Try it. Pictures are not part of the copy. Write out exactly the lines from the line with "Find the location of a particular element." through the end of the entries below.
________________
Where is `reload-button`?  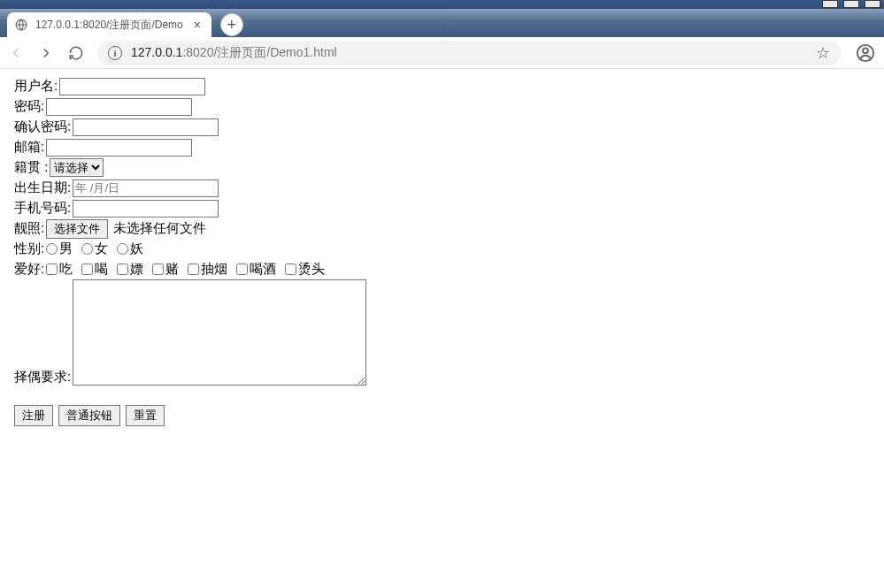 reload-button is located at coordinates (76, 53).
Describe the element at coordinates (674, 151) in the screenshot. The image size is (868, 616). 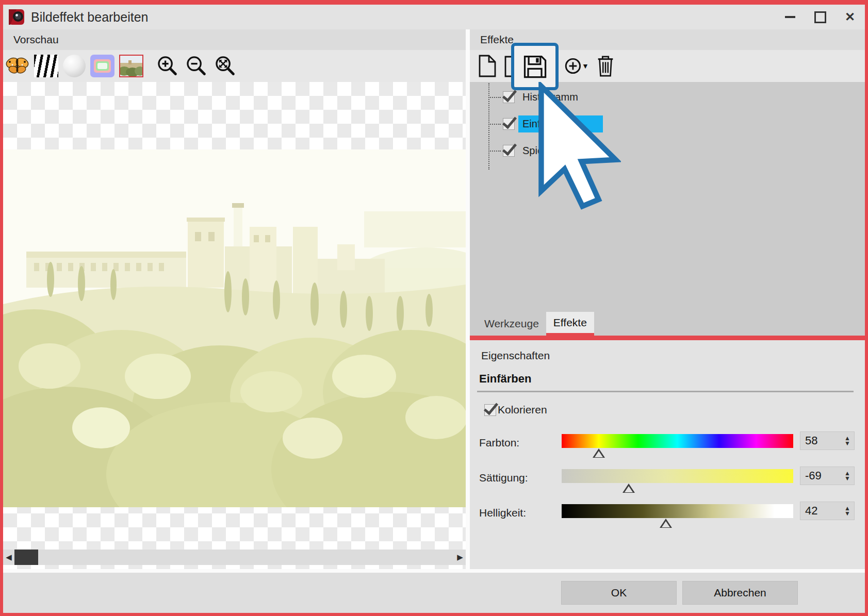
I see `effect-item-spiegeln: Spiegeln` at that location.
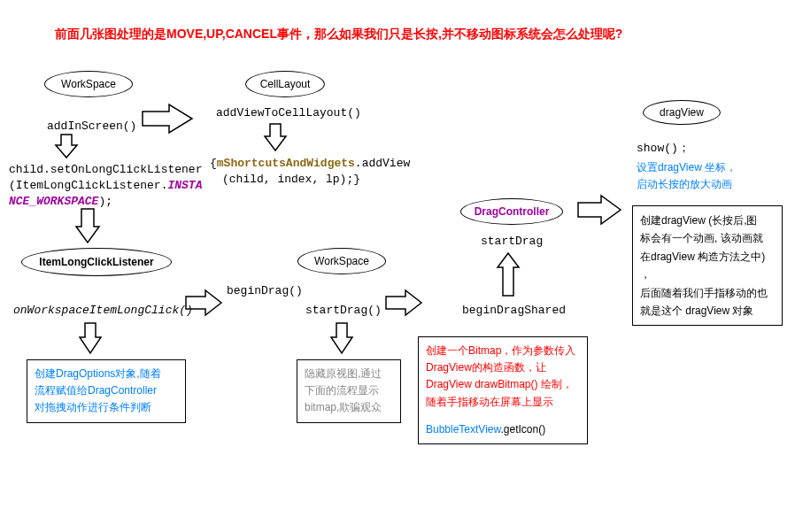  Describe the element at coordinates (338, 35) in the screenshot. I see `page-title: 前面几张图处理的是MOVE,UP,CANCEL事件，那么如果我们只是长按,并不移…` at that location.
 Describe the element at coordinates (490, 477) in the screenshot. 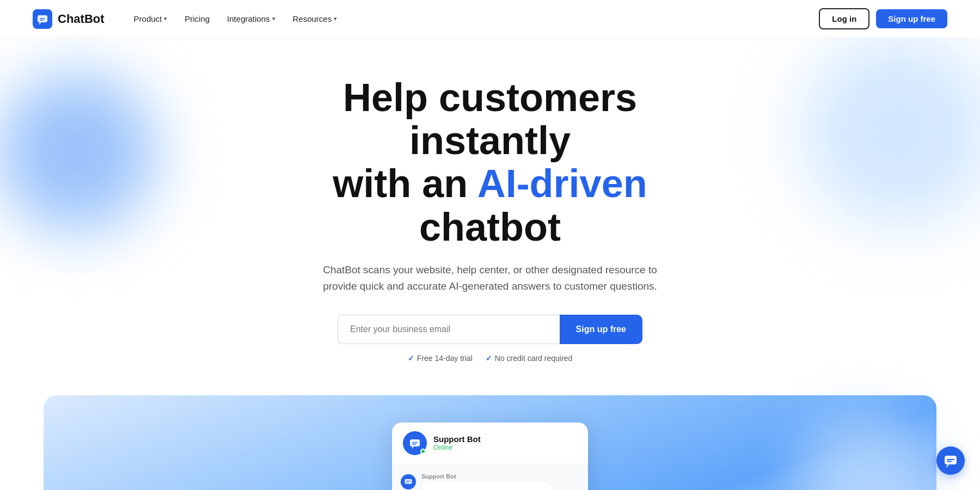

I see `chat-body: Support Bot 👋 Welcome to Support Bot. I'…` at that location.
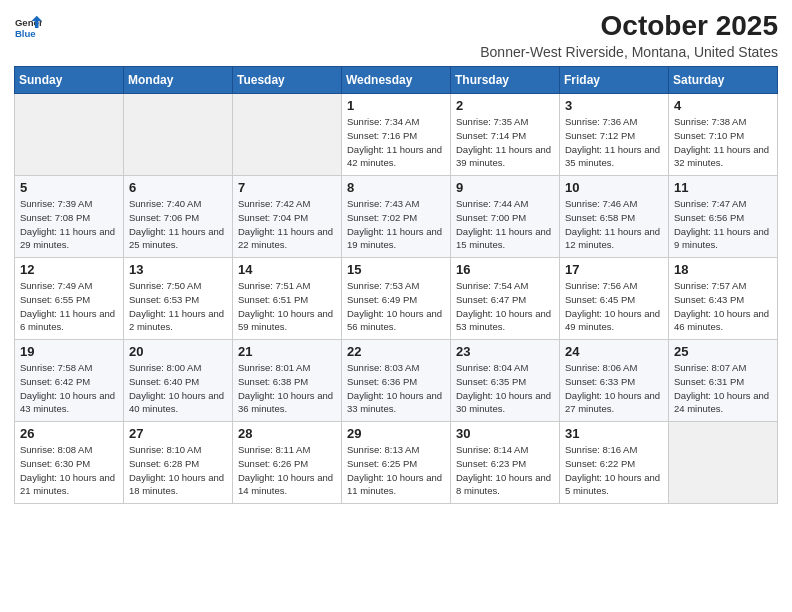 This screenshot has width=792, height=612. Describe the element at coordinates (178, 470) in the screenshot. I see `day-info: Sunrise: 8:10 AM Sunset: 6:28 PM Dayligh…` at that location.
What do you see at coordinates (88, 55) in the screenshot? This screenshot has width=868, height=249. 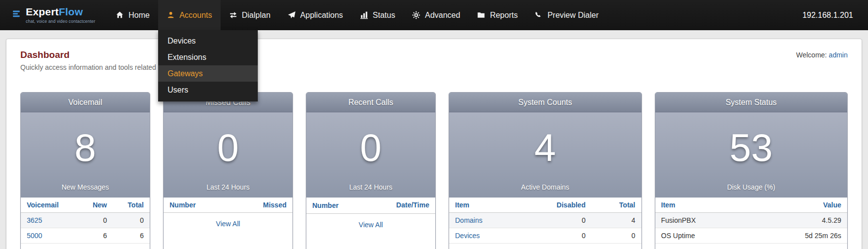 I see `page-title: Dashboard` at bounding box center [88, 55].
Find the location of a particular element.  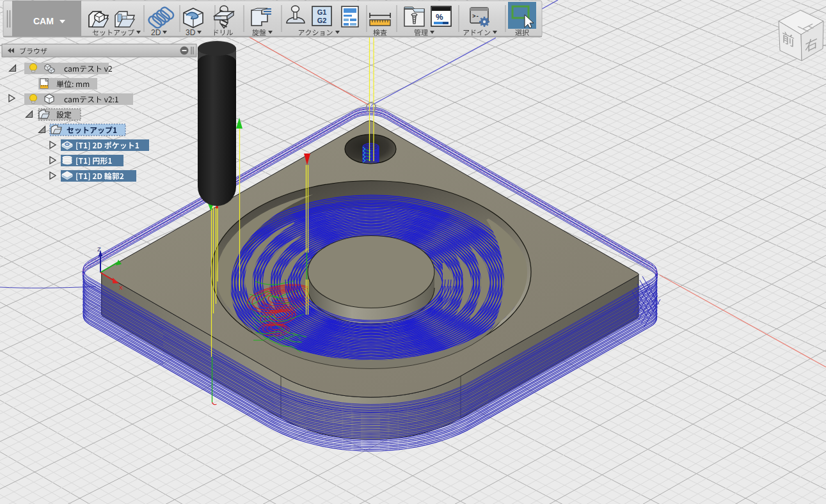

svg-text: 2D is located at coordinates (156, 33).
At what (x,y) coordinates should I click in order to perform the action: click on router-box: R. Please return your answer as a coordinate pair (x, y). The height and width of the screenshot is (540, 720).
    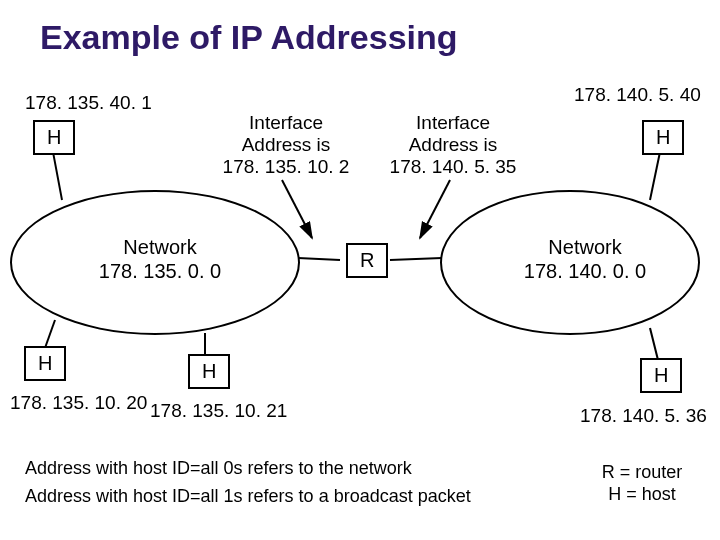
    Looking at the image, I should click on (367, 260).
________________
Response area.
Find the location of a particular element.  

svg-text: 2D is located at coordinates (156, 33).
At what (x,y) coordinates should I click in order to perform the action: click on router-box: R. Please return your answer as a coordinate pair (x, y). The height and width of the screenshot is (540, 720).
    Looking at the image, I should click on (367, 260).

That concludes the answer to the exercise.